Pricing lives in spreadsheets
Rate cards are emailed, copied, and forgotten. Margins die in version drift.
Cross-border logistics, rebuilt by an operator
Routon replaces the Excel files, WeChat photos, and 2 a.m. phone calls that still move trucks across borders. Built by someone who ran the lanes for 13 years inside Pantos.
The problem
Every week, freight worth millions crosses Southeast Asia on rate cards pasted into Excel, status updates sent as photos in WeChat, and approvals chased in late-night phone calls. When something breaks — a closed border, a missing document, a wrong truck — nobody has a single source of truth. Shippers, forwarders, and truckers all lose money on the same shipment.
Rate cards are emailed, copied, and forgotten. Margins die in version drift.
Drivers send photos to WeChat or Zalo. Operations teams retype them into ERP.
The shipper, the forwarder, and the trucker each hold a different version of the truth.
What we build
Routon.ai handles cross-border freight across Southeast Asia, Vietnam, and China. Routon.vn handles Vietnam domestic trucking. Both share the same data spine, so a shipment that starts at a Shenzhen factory and ends at a Hanoi DC never leaves the system.
How it works
Routon compares your pre-contracted rate cards. No auctions, no fishing for cheap trucks.
We assign the right carrier with the right paperwork for that specific border. You approve, we book.
Driver, forwarder, and shipper see the same milestone in real time. When the border closes, you know first.
Early customers
We don't have logos to flash yet. We have shipments running in production with two launch partners — and they shape every line of code we write.
“A major regional cross-border carrier moving freight between Vietnam and China. They onboarded as our first cross-border lane partner in early 2026.”
“A leading Vietnam-based forwarder using Routon.vn for domestic dispatch and hand-off to Routon.ai when freight crosses out of the country.”
Why I'm building this
I'm Heeyun. For 13 years I worked inside Pantos, LG's global logistics arm.
The last five of those years I ran logistics for LG Electronics' Vietnam factory complex in Hai Phong — a 47-person team, a $200M+ annual budget, automotive JIT lines that could not stop. They didn't, four years running.
Before that, I sat in Seoul HQ for four years, diagnosing logistics operations across 40 LG overseas entities — including the ones I would later run. Before that, I spent three years in Jakarta learning how customs, bonded transport, and hot cargo actually work in Southeast Asia.
I built Routon because I watched, year after year, the same shipment fail for the same reasons in three different countries. The market has moved — the software hasn't. So I left to write the software the operators have been asking for.
I take three founder calls a week. Bring a problem, a shipment, or a thesis — I'll bring the operator's view.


Exercise directions - Below are records; report how many of their lines contain the word "every", giving only the number.

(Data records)
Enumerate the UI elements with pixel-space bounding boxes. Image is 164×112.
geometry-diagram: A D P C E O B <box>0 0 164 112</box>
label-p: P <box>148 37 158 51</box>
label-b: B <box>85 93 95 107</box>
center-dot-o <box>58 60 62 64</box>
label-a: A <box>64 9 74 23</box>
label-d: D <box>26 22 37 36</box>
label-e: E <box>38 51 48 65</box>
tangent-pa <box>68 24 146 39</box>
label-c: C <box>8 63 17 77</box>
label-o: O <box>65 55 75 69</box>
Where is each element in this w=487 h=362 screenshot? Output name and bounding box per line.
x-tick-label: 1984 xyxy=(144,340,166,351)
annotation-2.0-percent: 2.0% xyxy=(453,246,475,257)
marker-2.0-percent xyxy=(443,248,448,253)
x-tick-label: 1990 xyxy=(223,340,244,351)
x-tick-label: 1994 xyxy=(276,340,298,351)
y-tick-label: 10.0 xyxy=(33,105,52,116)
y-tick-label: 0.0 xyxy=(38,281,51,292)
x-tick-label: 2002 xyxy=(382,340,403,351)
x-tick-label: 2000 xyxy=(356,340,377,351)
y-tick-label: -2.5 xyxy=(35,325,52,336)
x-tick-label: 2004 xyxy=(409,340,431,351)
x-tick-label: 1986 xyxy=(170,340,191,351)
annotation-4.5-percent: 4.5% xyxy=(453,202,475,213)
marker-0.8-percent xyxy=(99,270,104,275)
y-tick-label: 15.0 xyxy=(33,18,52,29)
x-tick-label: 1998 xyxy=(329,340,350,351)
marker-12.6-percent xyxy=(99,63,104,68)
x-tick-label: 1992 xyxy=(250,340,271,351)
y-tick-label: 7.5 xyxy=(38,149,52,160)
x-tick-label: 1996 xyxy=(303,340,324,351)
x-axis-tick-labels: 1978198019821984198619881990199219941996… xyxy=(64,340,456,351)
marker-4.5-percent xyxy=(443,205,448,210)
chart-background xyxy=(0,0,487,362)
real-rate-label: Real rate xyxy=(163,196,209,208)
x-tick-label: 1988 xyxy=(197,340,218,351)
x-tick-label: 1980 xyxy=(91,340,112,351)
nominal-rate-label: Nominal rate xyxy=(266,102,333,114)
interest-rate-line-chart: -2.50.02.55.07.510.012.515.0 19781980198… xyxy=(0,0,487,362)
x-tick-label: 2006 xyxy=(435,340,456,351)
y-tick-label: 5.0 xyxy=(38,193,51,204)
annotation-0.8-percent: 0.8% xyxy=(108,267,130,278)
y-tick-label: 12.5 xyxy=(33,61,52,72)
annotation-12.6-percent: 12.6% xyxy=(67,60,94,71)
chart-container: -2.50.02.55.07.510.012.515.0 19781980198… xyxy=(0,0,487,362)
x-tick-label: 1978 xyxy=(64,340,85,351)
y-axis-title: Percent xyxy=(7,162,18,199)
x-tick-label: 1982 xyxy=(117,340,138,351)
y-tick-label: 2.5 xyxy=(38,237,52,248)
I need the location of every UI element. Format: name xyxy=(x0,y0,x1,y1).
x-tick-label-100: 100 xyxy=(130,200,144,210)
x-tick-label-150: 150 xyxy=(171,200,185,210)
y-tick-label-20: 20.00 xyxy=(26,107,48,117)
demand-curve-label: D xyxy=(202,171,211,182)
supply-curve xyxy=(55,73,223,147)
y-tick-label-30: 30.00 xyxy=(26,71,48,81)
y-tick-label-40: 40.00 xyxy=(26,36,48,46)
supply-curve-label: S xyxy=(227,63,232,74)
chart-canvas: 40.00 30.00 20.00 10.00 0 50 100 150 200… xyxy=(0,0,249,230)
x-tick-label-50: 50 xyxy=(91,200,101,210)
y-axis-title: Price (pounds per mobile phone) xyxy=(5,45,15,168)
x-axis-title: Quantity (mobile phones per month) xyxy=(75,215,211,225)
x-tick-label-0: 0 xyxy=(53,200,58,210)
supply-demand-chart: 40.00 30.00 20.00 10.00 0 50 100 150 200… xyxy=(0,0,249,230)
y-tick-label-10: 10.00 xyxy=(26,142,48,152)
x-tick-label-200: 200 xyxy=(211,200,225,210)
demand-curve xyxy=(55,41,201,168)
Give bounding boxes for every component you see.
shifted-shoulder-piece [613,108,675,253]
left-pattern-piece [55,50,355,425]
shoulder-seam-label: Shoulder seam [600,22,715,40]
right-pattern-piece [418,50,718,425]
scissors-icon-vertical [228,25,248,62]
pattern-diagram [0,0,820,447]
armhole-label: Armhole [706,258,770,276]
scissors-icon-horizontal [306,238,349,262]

Output below - 2